(Records to process)

____________________

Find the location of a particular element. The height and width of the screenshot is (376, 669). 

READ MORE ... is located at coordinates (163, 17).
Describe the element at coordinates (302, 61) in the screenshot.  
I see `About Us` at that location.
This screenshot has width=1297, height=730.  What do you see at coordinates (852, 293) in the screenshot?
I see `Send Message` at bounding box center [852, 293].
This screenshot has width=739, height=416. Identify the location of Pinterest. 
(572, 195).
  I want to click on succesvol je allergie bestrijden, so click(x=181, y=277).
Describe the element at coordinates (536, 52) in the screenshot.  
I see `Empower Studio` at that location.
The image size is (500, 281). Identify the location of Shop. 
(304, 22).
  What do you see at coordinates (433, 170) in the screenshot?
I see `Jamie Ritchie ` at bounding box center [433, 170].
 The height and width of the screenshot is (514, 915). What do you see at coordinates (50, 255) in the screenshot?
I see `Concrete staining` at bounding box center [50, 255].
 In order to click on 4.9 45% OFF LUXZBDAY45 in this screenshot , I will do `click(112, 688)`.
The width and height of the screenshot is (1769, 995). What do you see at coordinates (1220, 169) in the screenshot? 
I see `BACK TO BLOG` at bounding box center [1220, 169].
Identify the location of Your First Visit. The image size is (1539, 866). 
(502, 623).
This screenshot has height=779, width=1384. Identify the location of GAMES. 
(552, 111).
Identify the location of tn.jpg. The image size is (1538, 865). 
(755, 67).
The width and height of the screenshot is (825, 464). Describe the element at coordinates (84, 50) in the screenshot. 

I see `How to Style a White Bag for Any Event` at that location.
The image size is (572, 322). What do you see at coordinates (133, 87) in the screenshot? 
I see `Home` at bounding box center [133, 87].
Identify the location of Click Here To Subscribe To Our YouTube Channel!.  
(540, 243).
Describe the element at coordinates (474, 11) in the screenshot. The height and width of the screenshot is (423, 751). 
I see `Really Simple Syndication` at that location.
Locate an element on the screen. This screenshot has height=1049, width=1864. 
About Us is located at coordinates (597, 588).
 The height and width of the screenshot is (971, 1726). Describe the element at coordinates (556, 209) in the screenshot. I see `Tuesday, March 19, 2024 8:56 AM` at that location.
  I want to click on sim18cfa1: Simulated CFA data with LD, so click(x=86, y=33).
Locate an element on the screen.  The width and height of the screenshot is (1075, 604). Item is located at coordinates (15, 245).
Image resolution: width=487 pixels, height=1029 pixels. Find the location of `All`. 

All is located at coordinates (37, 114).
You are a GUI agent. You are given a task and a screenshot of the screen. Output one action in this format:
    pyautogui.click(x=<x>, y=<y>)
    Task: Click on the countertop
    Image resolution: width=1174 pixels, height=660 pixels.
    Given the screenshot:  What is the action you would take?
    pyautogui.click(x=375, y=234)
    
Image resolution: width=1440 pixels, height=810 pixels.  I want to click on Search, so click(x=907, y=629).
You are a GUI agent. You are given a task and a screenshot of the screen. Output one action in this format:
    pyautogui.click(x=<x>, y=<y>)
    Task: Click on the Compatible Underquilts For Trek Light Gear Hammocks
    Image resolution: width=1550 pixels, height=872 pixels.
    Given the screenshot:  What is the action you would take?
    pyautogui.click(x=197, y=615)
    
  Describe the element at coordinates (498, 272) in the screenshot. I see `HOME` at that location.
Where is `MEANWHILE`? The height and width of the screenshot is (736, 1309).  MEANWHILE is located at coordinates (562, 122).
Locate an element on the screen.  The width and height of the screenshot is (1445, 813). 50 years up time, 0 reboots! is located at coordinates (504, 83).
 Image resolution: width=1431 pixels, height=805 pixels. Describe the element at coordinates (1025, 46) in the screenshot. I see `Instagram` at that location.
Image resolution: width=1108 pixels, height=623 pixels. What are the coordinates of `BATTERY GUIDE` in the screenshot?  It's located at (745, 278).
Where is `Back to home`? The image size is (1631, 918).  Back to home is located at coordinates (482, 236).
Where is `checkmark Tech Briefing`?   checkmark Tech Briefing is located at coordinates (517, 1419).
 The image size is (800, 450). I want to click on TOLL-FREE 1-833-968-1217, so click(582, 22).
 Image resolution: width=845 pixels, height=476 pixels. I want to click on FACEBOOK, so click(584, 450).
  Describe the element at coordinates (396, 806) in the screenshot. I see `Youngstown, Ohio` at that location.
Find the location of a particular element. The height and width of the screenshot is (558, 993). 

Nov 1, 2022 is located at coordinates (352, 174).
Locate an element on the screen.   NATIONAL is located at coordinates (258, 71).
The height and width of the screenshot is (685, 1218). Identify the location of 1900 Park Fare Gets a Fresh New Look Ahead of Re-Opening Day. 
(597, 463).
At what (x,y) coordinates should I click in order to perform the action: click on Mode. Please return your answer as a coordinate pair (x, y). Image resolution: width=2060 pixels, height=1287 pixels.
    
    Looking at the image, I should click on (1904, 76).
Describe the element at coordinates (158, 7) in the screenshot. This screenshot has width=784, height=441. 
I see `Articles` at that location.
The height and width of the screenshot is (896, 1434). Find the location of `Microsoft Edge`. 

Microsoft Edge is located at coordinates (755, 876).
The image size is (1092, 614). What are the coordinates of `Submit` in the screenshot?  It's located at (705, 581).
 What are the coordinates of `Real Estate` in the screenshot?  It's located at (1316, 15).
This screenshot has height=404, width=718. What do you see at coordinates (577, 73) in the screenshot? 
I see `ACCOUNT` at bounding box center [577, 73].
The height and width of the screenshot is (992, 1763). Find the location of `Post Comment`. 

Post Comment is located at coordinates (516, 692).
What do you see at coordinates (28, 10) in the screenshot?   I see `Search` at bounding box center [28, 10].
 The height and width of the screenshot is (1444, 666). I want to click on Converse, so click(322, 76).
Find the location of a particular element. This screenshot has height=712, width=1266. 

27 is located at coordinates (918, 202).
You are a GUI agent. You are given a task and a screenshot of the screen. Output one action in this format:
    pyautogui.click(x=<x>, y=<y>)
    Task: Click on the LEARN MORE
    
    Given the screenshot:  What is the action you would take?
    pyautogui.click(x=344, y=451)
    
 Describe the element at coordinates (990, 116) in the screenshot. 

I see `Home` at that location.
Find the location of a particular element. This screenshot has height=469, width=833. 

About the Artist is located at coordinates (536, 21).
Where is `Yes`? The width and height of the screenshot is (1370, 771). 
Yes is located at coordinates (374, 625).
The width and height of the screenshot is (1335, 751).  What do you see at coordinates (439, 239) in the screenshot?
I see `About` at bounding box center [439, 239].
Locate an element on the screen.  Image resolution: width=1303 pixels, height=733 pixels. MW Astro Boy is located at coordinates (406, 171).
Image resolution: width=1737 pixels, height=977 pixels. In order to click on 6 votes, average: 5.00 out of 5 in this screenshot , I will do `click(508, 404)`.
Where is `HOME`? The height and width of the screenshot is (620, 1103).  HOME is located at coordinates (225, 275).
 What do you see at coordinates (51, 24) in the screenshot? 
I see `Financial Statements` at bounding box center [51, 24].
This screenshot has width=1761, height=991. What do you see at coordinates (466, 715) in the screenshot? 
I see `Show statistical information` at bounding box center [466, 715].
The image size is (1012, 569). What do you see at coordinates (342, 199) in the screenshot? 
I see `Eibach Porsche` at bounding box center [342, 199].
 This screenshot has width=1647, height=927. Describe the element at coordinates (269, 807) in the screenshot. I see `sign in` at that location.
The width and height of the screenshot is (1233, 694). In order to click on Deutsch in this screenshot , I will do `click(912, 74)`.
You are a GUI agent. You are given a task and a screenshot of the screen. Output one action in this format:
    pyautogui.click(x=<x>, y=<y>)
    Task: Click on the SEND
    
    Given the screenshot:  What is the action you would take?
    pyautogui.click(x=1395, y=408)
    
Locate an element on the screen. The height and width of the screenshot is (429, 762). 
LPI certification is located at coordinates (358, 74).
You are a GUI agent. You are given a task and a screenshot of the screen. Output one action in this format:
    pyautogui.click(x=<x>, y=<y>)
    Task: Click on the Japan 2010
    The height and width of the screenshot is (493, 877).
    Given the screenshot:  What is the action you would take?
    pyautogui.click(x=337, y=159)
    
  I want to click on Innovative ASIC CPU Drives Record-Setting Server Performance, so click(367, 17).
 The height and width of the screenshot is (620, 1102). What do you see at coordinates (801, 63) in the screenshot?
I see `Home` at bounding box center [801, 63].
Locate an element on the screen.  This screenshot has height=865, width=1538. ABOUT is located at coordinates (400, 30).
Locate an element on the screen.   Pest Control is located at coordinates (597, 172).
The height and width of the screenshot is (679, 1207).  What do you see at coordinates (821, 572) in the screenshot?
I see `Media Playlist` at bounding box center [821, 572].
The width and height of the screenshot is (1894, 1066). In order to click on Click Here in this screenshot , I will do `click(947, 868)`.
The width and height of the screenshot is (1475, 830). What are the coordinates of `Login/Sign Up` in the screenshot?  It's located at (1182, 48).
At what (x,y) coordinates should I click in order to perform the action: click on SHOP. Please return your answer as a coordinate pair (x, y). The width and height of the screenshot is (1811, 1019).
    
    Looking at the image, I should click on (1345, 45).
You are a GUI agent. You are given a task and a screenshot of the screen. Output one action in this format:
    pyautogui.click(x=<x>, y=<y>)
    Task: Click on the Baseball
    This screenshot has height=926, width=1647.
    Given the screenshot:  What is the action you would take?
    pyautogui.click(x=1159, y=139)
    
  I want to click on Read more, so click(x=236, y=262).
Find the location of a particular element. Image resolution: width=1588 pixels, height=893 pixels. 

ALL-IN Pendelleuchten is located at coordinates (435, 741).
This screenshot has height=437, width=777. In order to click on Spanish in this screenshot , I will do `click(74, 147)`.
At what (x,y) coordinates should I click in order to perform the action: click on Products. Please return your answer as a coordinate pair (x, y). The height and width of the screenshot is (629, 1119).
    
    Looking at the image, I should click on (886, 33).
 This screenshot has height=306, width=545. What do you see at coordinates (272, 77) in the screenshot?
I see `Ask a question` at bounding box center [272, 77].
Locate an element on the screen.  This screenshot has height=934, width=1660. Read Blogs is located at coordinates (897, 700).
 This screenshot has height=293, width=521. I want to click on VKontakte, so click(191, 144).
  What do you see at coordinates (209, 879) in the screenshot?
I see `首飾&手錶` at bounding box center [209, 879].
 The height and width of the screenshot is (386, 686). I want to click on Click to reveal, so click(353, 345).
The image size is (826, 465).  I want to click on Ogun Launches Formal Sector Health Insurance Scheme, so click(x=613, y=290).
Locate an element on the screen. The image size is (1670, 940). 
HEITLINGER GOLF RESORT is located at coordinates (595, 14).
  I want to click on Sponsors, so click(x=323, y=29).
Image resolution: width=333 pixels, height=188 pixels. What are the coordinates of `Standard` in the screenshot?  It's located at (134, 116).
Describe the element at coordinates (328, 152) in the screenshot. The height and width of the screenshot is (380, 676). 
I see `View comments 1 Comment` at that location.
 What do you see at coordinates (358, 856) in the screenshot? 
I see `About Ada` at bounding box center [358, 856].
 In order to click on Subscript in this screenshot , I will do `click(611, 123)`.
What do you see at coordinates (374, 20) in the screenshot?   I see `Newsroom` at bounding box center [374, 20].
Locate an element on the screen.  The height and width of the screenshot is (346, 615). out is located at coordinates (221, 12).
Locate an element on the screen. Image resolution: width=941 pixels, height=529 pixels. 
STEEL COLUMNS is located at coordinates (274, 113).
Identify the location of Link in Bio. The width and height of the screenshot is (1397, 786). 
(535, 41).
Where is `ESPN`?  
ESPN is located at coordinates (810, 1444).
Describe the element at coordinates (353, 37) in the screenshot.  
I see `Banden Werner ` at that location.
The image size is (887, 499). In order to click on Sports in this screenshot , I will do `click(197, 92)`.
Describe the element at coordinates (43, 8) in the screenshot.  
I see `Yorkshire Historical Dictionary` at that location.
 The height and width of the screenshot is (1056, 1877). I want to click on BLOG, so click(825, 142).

____________________

Search the records above for the word "will", then say how many lines contain it. Give the number alone.

7